Book Conspiracy on Cato Street

    Book Details:
  • Author : Vic Gatrell
  • Publisher : Cambridge University Press
  • Release : 2022-05-12
  • ISBN : 1108838480
  • Pages : 477 pages

Download or read book Conspiracy on Cato Street written by Vic Gatrell and published by Cambridge University Press. This book was released on 2022-05-12 with total page 477 pages. Available in PDF, EPUB and Kindle. Book excerpt: Tells the immensely dramatic but neglected story of one of the most sensational plots in British history.

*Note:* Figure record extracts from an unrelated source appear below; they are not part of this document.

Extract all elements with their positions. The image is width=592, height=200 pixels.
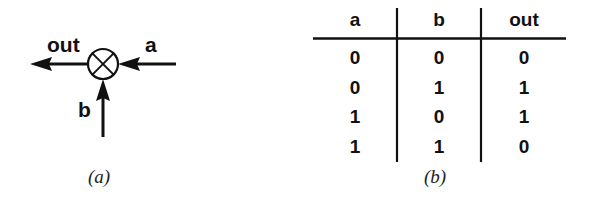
caption-b: (b) [424,166,446,188]
cell-b: 0 [409,106,469,128]
cell-a: 1 [325,136,385,158]
cell-out: 1 [494,77,554,99]
cell-a: 1 [325,106,385,128]
cell-out: 0 [494,136,554,158]
header-a: a [325,9,385,31]
cell-b: 0 [409,47,469,69]
cell-a: 0 [325,77,385,99]
cell-a: 0 [325,47,385,69]
header-b: b [409,9,469,31]
cell-b: 1 [409,136,469,158]
cell-out: 1 [494,106,554,128]
cell-out: 0 [494,47,554,69]
cell-b: 1 [409,77,469,99]
header-out: out [494,9,554,31]
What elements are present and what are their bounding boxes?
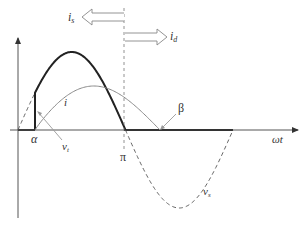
pi-label: π	[120, 150, 126, 164]
id-label: id	[170, 29, 178, 44]
current-label: i	[64, 96, 67, 108]
beta-label: β	[178, 101, 184, 115]
is-arrow-icon	[82, 9, 124, 25]
vt-label: vt	[62, 140, 70, 154]
alpha-label: α	[31, 132, 38, 146]
is-label: is	[68, 10, 74, 25]
waveform-diagram: is id i β α vt π ωt vs	[0, 0, 307, 228]
vs-label: vs	[203, 185, 211, 199]
current-curve	[35, 86, 160, 130]
x-axis-label: ωt	[272, 133, 284, 145]
vt-pointer	[38, 112, 62, 140]
id-arrow-icon	[125, 29, 167, 45]
vt-thick-curve	[35, 52, 126, 130]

Book The New Economy of the Inner City

Download or read book The New Economy of the Inner City written by Thomas A. Hutton and published by Routledge. This book was released on 2009-12-07 with total page 444 pages. Available in PDF, EPUB and Kindle. Book excerpt: Following the restructuring process which swept away the traditional manufacturing economy of the inner city 25 years ago, new industries are transforming these former post-industrial landscapes. These creative, technology-intensive industries include Internet services, computer graphics and imaging, and video game production. The development dynamics of these new sectors are volatile in comparison with those of the classic ‘Industrial City’. But these new industries highlight the unique role of the inner city in facilitating creative processes, innovation and social change. Further, they reflect the intensity of interaction between the ‘global’ and the ‘local’ in the metropolis, and represent key agencies of urban place-making and re-imaging. This book addresses the critical intersections between process and place which underpin the formation of creative enterprises in the emergent industrial districts of the ‘new inner city’. It contains intensive case studies of industrial restructuring within exemplary sites in prominent world cities such as London, Singapore, San Francisco and Vancouver. The studies demonstrate the global reach of development and innovation across these cities and sites, marked by clustering, rapid firm turnover, and interdependency between production and consumption activity. The evocative case studies, brought to life by interviews, sequential mapping exercises, media narratives, and photography, also disclose the importance of local factors (including urban scale, built form, property markets and policy) which shape both the specific industrial structures and socio-economic impacts. The New Economy of the Inner City places inner city new industry formation within the development history of the city, and underscores its role in larger processes of urban transformation. The findings inform a critique and synthesis of urban theory which frame the evolving conditions of the 21st century metropolis. This book would be useful to researchers and students of Geography, Urban Studies, Economics and Planning.